Sunday, April 20, 2008

Finally learning where the wild things are: in my unconscious!

When I was little my friend had a large armoire , the focal point of her room, that was covered in a mural of Max and the some wild things. It bothered me as a child, although I never said it, to have one book so dominate her room. My relationship with Max and Sendak has grown wildly through out the years and only as an adult can I understand why a child might feel so connected to Max, so compelled by Sendak's story, that he would want his whole room decorated with the metaphors and archetypes that Sendak so purposefully places.

I on the other hand was not so obsessed with Where The Wild Things Are until I cam to college and began to look into the study of children's books and the therapeutic usage of children's literature. I did a research paper on Sendak's use of metaphor last year. I reviewed his use of expanding images as a representation of the growing wild, I looked at some of the placement of characters and props in various books, but the whole paper fell flatly on it's face. Why? Because it did not include the child. The paper did not look at the reader and the interaction between the millions of children who read Sendak's work and why they might read his many books.
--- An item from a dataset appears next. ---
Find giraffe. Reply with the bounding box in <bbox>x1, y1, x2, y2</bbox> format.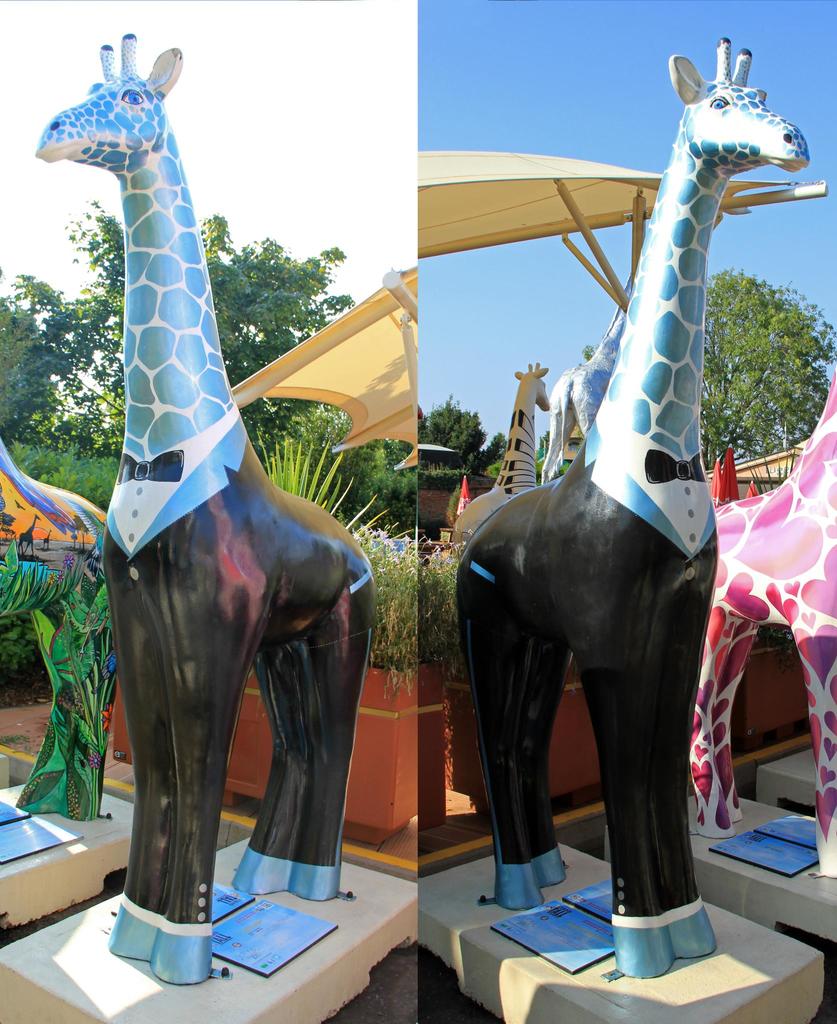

I revisited Sendak this year with a bit of trepidation as I begin my thesis on the therapeutic use of children's books. I began reading psychoanalysis: Freud, Jung, Lacan. Somewhere in the middle of reading it all I thought to myself, wait, go back. Go back to the archetypes and the collective unconscious. Look at Max, the child, the beast, the child god, the child hero, the abandoned child, and all of his manifestations of Jung's child archetype. Max is many ways the perfect representation of Jung's child archetype. This means nothing on its own. What it does mean is that Max is someone connected to the inner depths, the collective unconscious, of all people. It means that in Max, and much of Sendak's writing, is a character that all people can relate to, and they do. Sendak is not just successful because of his prose and illustrations, but he is successful because he connects to an inner part of each reader.

I may not have consciously liked Where The Wild Things Are as a child, but I certainly love it now. In fact, as a child I might have been pushing Sendak away because I did identify with his characters so much, but the point is kind of moot now. I now have a deeper understanding of Sendak, his writing, his personal history, and the way his books connect to the reader. I finally learned where the wild things are, they are hidden in my unconscious, with Max, Mickey, Ida, and a plethora of Sendak favorites.